Hi,
Client buys and sells items on ebay. Should COGS be calculated per an inventory method (average price, specific cost etc), or can he claim all he purchased even though not sold? He says his friend and his accountant just claim all purchases.
Per schedule C instructions, I believe COGS should account for year end inventory, even though he's a cash small business taxpayer. Thanks!
Exception for small business taxpayers. If you are a small business taxpayer, you can choose not to keep an inventory, but you must still use a method of
accounting for inventory that clearly reflects income. If you choose not to keep
an inventory, you won't be treated as
failing to clearly reflect income if your
method of accounting for inventory
treats inventory as non-incidental material or supplies, or conforms to your financial accounting treatment of inventories
@ptax255 wrote:
method of accounting for inventory
treats inventory as non-incidental material or supplies,or conforms to your financial accounting treatment of inventories
Is this their first year? If not, you need to follow their prior "method of accounting".
If this is their first year, one of the options is to "conforms to your financial accounting treatment", which could be deducting the full cost in the year of purchase (something that was added somewhere around the Tax Cuts and Jobs Act).
I'm not sure that "conforms to your financial accounting treatment of inventories" means deducting when purchasing. Here's another link I could find on this. I was thinking more of any inventory method they choose and on a cash basis (so if they paid for items that they didn't receive yet, it would be included in inventory)
https://www.justanswer.com/tax/nd448-taxes-read-tax-cuts-jobs-act-2018.html
This is the first year, so I want to make sure I make the right selection.
It means how do they treat it for their "book" purposes?
If they deduct the cost when purchased for their "book" purposes, they can deduct it for tax purposes (assuming they don't take a physical count of inventory, which is treating it as inventory). See Example 2 in §1.471-1.
The link you provided was discussing the "non-incidental materials and supplies".
When I've worked on this type of task it's been an issue of scale.
They can eBay camper trailers, trucks, ATVs. Each is different enough not to use average costing. Some have significant cost. Anything on hand is tracked as inventory if not sold over the year end, to match revenue to the sale date later.
I helped a business handling secondhand children's clothes and toys. They use average costing when they take inventory, They have a brick and mortar location, so they have a significant count of items on hand over the year end.
I helped a water utility. They have an inventory of system repair parts, some of which will be charged to the customers when something is used (meter, valve, pump). These are all deducted in the year of purchase.
What about deducting when purchased even though not sold?
"when purchased even though not sold"
$35,000 4-wheeler side-by-side?
$350 pair of vintage shoes?
The goal is to match income to the costs required to generate that income. I teach this and use an example of Teddy Bears in the closet. When we buy inventory, we turned money (an asset) into Stuff (inventory asset). The money we spent on the Teddy Bears are right there, when I open the closet.
I understand. But do you know if there's an exception for small businesses like Tax Guy Bill suggested above?
There are not exceptions. There are three options (since TCJA).
"(so if they paid for items that they didn't receive yet, it would be included in inventory)"
Not for the "deduct it now" option. Here's a snippet from a nice article with a reference table for that "deduct it now" option:
https://www.eidebailly.com/insights/alerts/2022/12/small-taxpayer-inventory-safe-harbor-methods
"Taxpayers must treat inventory consistently in all accounting records. To currently deduct inventory, taxpayers must stop tracking inventory on all accounting records.
For example, a taxpayer wanting to deduct the cost of inventory when purchased would need to stop tracking the inventory on their books and records and could not reflect inventory on their balance sheet, general ledger, trial balance, tax return or other accounting report. They could continue to maintain an inventory system that tracked quantities of items on hand for re-ordering purposes but could not reflect an inventory asset on their financial records for any purpose."
Thank you for the article. In my case, client has an excel sheet listing the items sold and a separate tab the items bought. Not sure if this is considered "tracking" inventory, but sounds like he may qualify to deduct when purchased.
Sounds like tracking to me.
And you never said what is being bought and sold and approximate cost/sale price. we're trying to get a feel for the materiality.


Work to complete
Take each line below that has "trust" and copy it.

Records for this task Start Marker

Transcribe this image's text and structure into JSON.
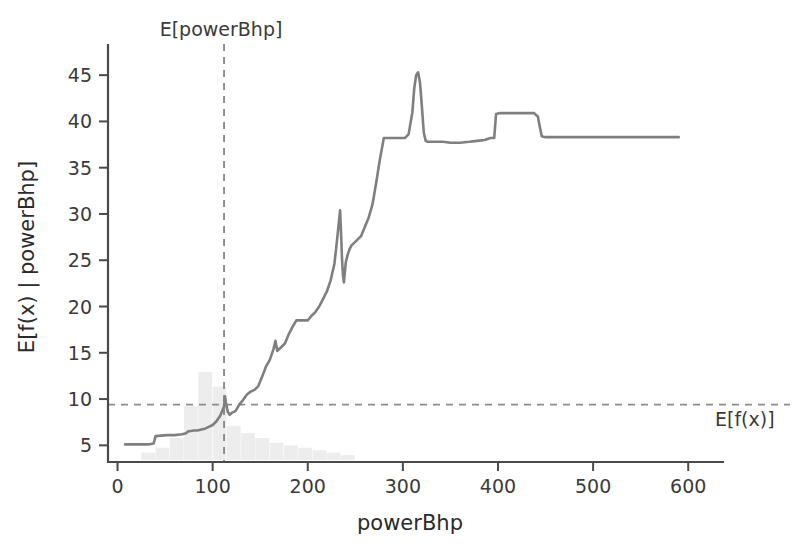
{
  "chart_data": {
    "type": "line",
    "title": "",
    "xlabel": "powerBhp",
    "ylabel": "E[f(x) | powerBhp]",
    "xlim": [
      -10,
      625
    ],
    "ylim": [
      3.2,
      47.5
    ],
    "grid": false,
    "legend": "none",
    "xticks": [
      0,
      100,
      200,
      300,
      400,
      500,
      600
    ],
    "xticklabels": [
      "0",
      "100",
      "200",
      "300",
      "400",
      "500",
      "600"
    ],
    "yticks": [
      5,
      10,
      15,
      20,
      25,
      30,
      35,
      40,
      45
    ],
    "yticklabels": [
      "5",
      "10",
      "15",
      "20",
      "25",
      "30",
      "35",
      "40",
      "45"
    ],
    "series": [
      {
        "name": "E[f(x) | powerBhp]",
        "color": "#7f7f7f",
        "style": "solid",
        "x": [
          8,
          20,
          32,
          38,
          40,
          52,
          60,
          68,
          72,
          74,
          80,
          84,
          88,
          92,
          96,
          100,
          104,
          108,
          112,
          113,
          114,
          116,
          118,
          120,
          124,
          128,
          132,
          136,
          140,
          144,
          148,
          152,
          156,
          160,
          164,
          166,
          168,
          172,
          176,
          180,
          184,
          188,
          192,
          196,
          200,
          204,
          208,
          212,
          216,
          220,
          224,
          228,
          230,
          232,
          234,
          235,
          236,
          237,
          238,
          240,
          242,
          244,
          246,
          248,
          252,
          256,
          260,
          264,
          268,
          272,
          276,
          280,
          284,
          290,
          296,
          302,
          306,
          310,
          312,
          314,
          316,
          318,
          320,
          322,
          324,
          326,
          330,
          336,
          342,
          350,
          360,
          370,
          378,
          386,
          392,
          396,
          398,
          402,
          410,
          420,
          430,
          438,
          442,
          444,
          446,
          450,
          460,
          480,
          500,
          520,
          540,
          560,
          580,
          590
        ],
        "y": [
          5.1,
          5.1,
          5.1,
          5.2,
          6.0,
          6.1,
          6.1,
          6.2,
          6.3,
          6.5,
          6.6,
          6.6,
          6.7,
          6.8,
          7.0,
          7.2,
          7.6,
          8.2,
          9.2,
          10.3,
          9.6,
          8.6,
          8.3,
          8.5,
          8.7,
          9.4,
          9.9,
          10.5,
          10.8,
          11.0,
          11.4,
          12.4,
          13.5,
          14.2,
          15.4,
          16.3,
          15.2,
          15.6,
          16.0,
          17.0,
          17.8,
          18.5,
          18.5,
          18.5,
          18.5,
          19.0,
          19.4,
          20.0,
          20.8,
          21.6,
          22.8,
          24.6,
          26.4,
          28.4,
          30.4,
          28.0,
          25.2,
          23.4,
          22.6,
          24.8,
          25.6,
          26.2,
          26.6,
          26.8,
          27.2,
          27.6,
          28.6,
          29.6,
          31.0,
          33.4,
          36.0,
          38.2,
          38.2,
          38.2,
          38.2,
          38.2,
          38.6,
          41.0,
          43.6,
          45.0,
          45.3,
          44.2,
          41.6,
          38.8,
          37.9,
          37.8,
          37.8,
          37.8,
          37.8,
          37.7,
          37.7,
          37.8,
          37.9,
          38.0,
          38.2,
          38.2,
          40.8,
          40.9,
          40.9,
          40.9,
          40.9,
          40.9,
          40.5,
          39.4,
          38.4,
          38.3,
          38.3,
          38.3,
          38.3,
          38.3,
          38.3,
          38.3,
          38.3,
          38.3
        ]
      }
    ],
    "distribution_histogram": {
      "description": "faint light-gray marginal distribution of powerBhp along the bottom",
      "color": "#ededed",
      "bin_edges": [
        25,
        40,
        55,
        70,
        85,
        100,
        115,
        130,
        145,
        160,
        175,
        190,
        205,
        220,
        235,
        250
      ],
      "bin_counts": [
        3,
        5,
        9,
        22,
        36,
        30,
        14,
        11,
        9,
        7,
        6,
        5,
        4,
        3,
        2
      ]
    },
    "annotations": [
      {
        "name": "expected-powerBhp-line",
        "label": "E[powerBhp]",
        "orientation": "vertical",
        "value": 112,
        "style": "dashed",
        "color": "#8c8c8c",
        "label_position": "top"
      },
      {
        "name": "expected-fx-line",
        "label": "E[f(x)]",
        "orientation": "horizontal",
        "value": 9.4,
        "style": "dashed",
        "color": "#8c8c8c",
        "label_position": "right"
      }
    ]
  },
  "colors": {
    "background": "#ffffff",
    "curve": "#7f7f7f",
    "axis": "#4a4a4a",
    "dashed_reference": "#8c8c8c",
    "histogram": "#ededed",
    "text": "#3a3a3a"
  }
}
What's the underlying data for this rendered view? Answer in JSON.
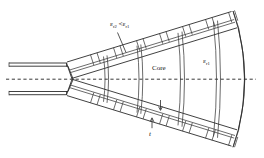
{
  "figure": {
    "name": "dielectric-lens-loaded-horn-antenna-cross-section",
    "labels": {
      "eps_r2_relation": {
        "eps_symbol": "ε",
        "sub_left": "r2",
        "relation": "<",
        "eps_symbol_2": "ε",
        "sub_right": "r1",
        "full_text": "εr2 < εr1"
      },
      "core": "Core",
      "eps_r1": {
        "eps_symbol": "ε",
        "sub": "r1",
        "full_text": "εr1"
      },
      "thickness": "t"
    },
    "colors": {
      "line": "#2b2b2b",
      "thin_line": "#3a3a3a",
      "axis": "#222222",
      "background": "#ffffff"
    },
    "elements": {
      "waveguide": "parallel-plate-feed",
      "axis": "dashed-centerline",
      "upper_wall": "corrugated-flare-wall",
      "lower_wall": "corrugated-flare-wall",
      "aperture": "curved-arc-aperture",
      "lens_slabs_count": 4,
      "corrugation_cells_per_wall": 7
    }
  }
}
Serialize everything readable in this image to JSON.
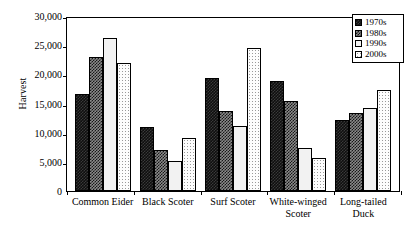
{
  "chart_data": {
    "type": "bar",
    "title": "",
    "xlabel": "",
    "ylabel": "Harvest",
    "ylim": [
      0,
      30000
    ],
    "ytick_labels": [
      "30,000",
      "25,000",
      "20,000",
      "15,000",
      "10,000",
      "5,000",
      "0"
    ],
    "ytick_values": [
      30000,
      25000,
      20000,
      15000,
      10000,
      5000,
      0
    ],
    "grid": false,
    "legend_position": "top-right",
    "categories": [
      "Common Eider",
      "Black Scoter",
      "Surf Scoter",
      "White-winged\nScoter",
      "Long-tailed\nDuck"
    ],
    "series": [
      {
        "name": "1970s",
        "pattern": "dark-checker",
        "values": [
          16700,
          10900,
          19400,
          18800,
          12200
        ]
      },
      {
        "name": "1980s",
        "pattern": "medium-checker",
        "values": [
          22900,
          7100,
          13700,
          15400,
          13300
        ]
      },
      {
        "name": "1990s",
        "pattern": "light-crosshatch",
        "values": [
          26300,
          5200,
          11100,
          7400,
          14200
        ]
      },
      {
        "name": "2000s",
        "pattern": "fine-dots",
        "values": [
          22000,
          9100,
          24600,
          5600,
          17300
        ]
      }
    ]
  },
  "legend": {
    "items": [
      {
        "label": "1970s"
      },
      {
        "label": "1980s"
      },
      {
        "label": "1990s"
      },
      {
        "label": "2000s"
      }
    ]
  },
  "colors": {
    "axis": "#000000",
    "background": "#ffffff",
    "series_1970s": "#0e0e0e",
    "series_1980s": "#8a8a8a",
    "series_1990s": "#f2f2f2",
    "series_2000s": "#fdfdfd"
  }
}
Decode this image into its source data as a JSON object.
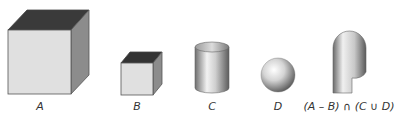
{
  "diagram": {
    "type": "constructive-solid-geometry",
    "shapes": [
      {
        "id": "A",
        "label": "A",
        "kind": "cube",
        "size": "large"
      },
      {
        "id": "B",
        "label": "B",
        "kind": "cube",
        "size": "small"
      },
      {
        "id": "C",
        "label": "C",
        "kind": "cylinder"
      },
      {
        "id": "D",
        "label": "D",
        "kind": "sphere"
      },
      {
        "id": "result",
        "label": "(A – B) ∩ (C ∪ D)",
        "kind": "composite-solid"
      }
    ],
    "colors": {
      "cube_top": "#3a3a3a",
      "cube_front": "#e0e0e0",
      "cube_side": "#8c8c8c",
      "edge": "#555555",
      "label": "#333333"
    }
  }
}
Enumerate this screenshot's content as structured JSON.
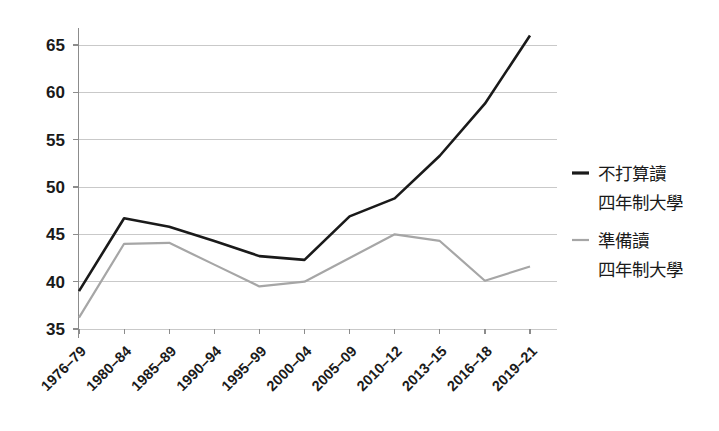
{
  "chart_data": {
    "type": "line",
    "title": "",
    "subtitle": "",
    "xlabel": "",
    "ylabel": "",
    "categories": [
      "1976–79",
      "1980–84",
      "1985–89",
      "1990–94",
      "1995–99",
      "2000–04",
      "2005–09",
      "2010–12",
      "2013–15",
      "2016–18",
      "2019–21"
    ],
    "ylim": [
      35,
      67
    ],
    "yticks": [
      35,
      40,
      45,
      50,
      55,
      60,
      65
    ],
    "ytick_labels": [
      "35",
      "40",
      "45",
      "50",
      "55",
      "60",
      "65"
    ],
    "grid": "horizontal",
    "legend_position": "right",
    "series": [
      {
        "name": "不打算讀四年制大學",
        "name_line1": "不打算讀",
        "name_line2": "四年制大學",
        "color": "#1a1a1a",
        "width": 2.6,
        "values": [
          39.0,
          46.7,
          45.8,
          44.3,
          42.7,
          42.3,
          46.9,
          48.8,
          53.3,
          58.8,
          66.0
        ]
      },
      {
        "name": "準備讀四年制大學",
        "name_line1": "準備讀",
        "name_line2": "四年制大學",
        "color": "#a6a6a6",
        "width": 2.2,
        "values": [
          36.2,
          44.0,
          44.1,
          41.8,
          39.5,
          40.0,
          42.5,
          45.0,
          44.3,
          40.1,
          41.6
        ]
      }
    ]
  },
  "legend": {
    "entries": [
      {
        "line1": "不打算讀",
        "line2": "四年制大學",
        "color": "#1a1a1a"
      },
      {
        "line1": "準備讀",
        "line2": "四年制大學",
        "color": "#a6a6a6"
      }
    ]
  },
  "axes": {
    "y_tick_0": "35",
    "y_tick_1": "40",
    "y_tick_2": "45",
    "y_tick_3": "50",
    "y_tick_4": "55",
    "y_tick_5": "60",
    "y_tick_6": "65",
    "x_tick_0": "1976–79",
    "x_tick_1": "1980–84",
    "x_tick_2": "1985–89",
    "x_tick_3": "1990–94",
    "x_tick_4": "1995–99",
    "x_tick_5": "2000–04",
    "x_tick_6": "2005–09",
    "x_tick_7": "2010–12",
    "x_tick_8": "2013–15",
    "x_tick_9": "2016–18",
    "x_tick_10": "2019–21"
  }
}
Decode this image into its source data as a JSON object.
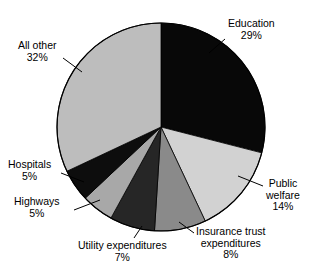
{
  "chart_data": {
    "type": "pie",
    "title": "",
    "subtitle": "",
    "xlabel": "",
    "ylabel": "",
    "legend_position": "none",
    "grid": false,
    "start_angle_deg": 0,
    "direction": "clockwise",
    "center": {
      "x": 161,
      "y": 127
    },
    "radius": 104,
    "categories": [
      "Education",
      "Public welfare",
      "Insurance trust expenditures",
      "Utility expenditures",
      "Highways",
      "Hospitals",
      "All other"
    ],
    "values": [
      29,
      14,
      8,
      7,
      5,
      5,
      32
    ],
    "unit": "%",
    "colors": [
      "#080808",
      "#d2d2d2",
      "#8a8a8a",
      "#262626",
      "#a8a8a8",
      "#0d0d0d",
      "#bdbdbd"
    ],
    "slices": [
      {
        "label": "Education",
        "value": 29,
        "value_text": "29%",
        "color": "#080808",
        "start_deg": 0,
        "end_deg": 104.4,
        "leader": true
      },
      {
        "label": "Public welfare",
        "value": 14,
        "value_text": "14%",
        "color": "#d2d2d2",
        "start_deg": 104.4,
        "end_deg": 154.8,
        "leader": true
      },
      {
        "label": "Insurance trust expenditures",
        "value": 8,
        "value_text": "8%",
        "color": "#8a8a8a",
        "start_deg": 154.8,
        "end_deg": 183.6,
        "leader": true
      },
      {
        "label": "Utility expenditures",
        "value": 7,
        "value_text": "7%",
        "color": "#262626",
        "start_deg": 183.6,
        "end_deg": 208.8,
        "leader": true
      },
      {
        "label": "Highways",
        "value": 5,
        "value_text": "5%",
        "color": "#a8a8a8",
        "start_deg": 208.8,
        "end_deg": 226.8,
        "leader": true
      },
      {
        "label": "Hospitals",
        "value": 5,
        "value_text": "5%",
        "color": "#0d0d0d",
        "start_deg": 226.8,
        "end_deg": 244.8,
        "leader": true
      },
      {
        "label": "All other",
        "value": 32,
        "value_text": "32%",
        "color": "#bdbdbd",
        "start_deg": 244.8,
        "end_deg": 360,
        "leader": true
      }
    ]
  },
  "labels": {
    "education": {
      "name": "Education",
      "value": "29%"
    },
    "public_welfare": {
      "name_line1": "Public",
      "name_line2": "welfare",
      "value": "14%"
    },
    "insurance": {
      "name_line1": "Insurance trust",
      "name_line2": "expenditures",
      "value": "8%"
    },
    "utility": {
      "name": "Utility expenditures",
      "value": "7%"
    },
    "highways": {
      "name": "Highways",
      "value": "5%"
    },
    "hospitals": {
      "name": "Hospitals",
      "value": "5%"
    },
    "all_other": {
      "name": "All other",
      "value": "32%"
    }
  }
}
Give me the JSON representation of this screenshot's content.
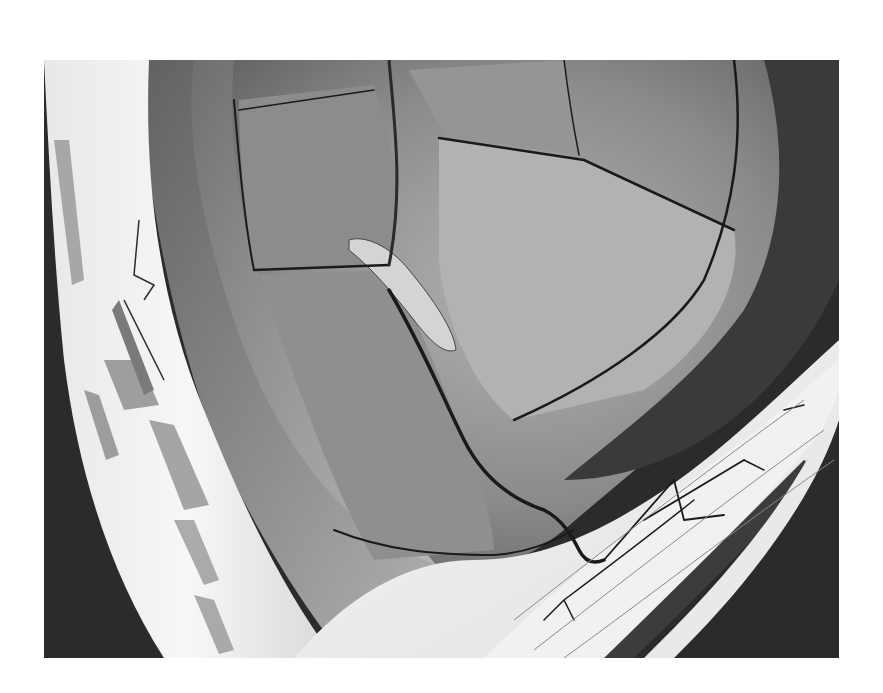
{
  "image": {
    "kind": "grayscale scanning electron micrograph",
    "frame": {
      "x": 44,
      "y": 60,
      "width": 795,
      "height": 598
    },
    "colors": {
      "page_background": "#ffffff",
      "dark_background": "#2b2b2b",
      "plate_gray": "#7d7d7d",
      "plate_light": "#a8a8a8",
      "bright_shell": "#f2f2f2",
      "crack": "#1a1a1a"
    },
    "regions": [
      "left-bright-shell",
      "central-cracked-plates",
      "detached-fragment",
      "lower-right-fibrous-layer",
      "right-dark-band"
    ]
  }
}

Records for this task End Marker

Exercise solution
      "Insurance trust expenditures",
        "label": "Insurance trust expenditures",
      "name_line1": "Insurance trust",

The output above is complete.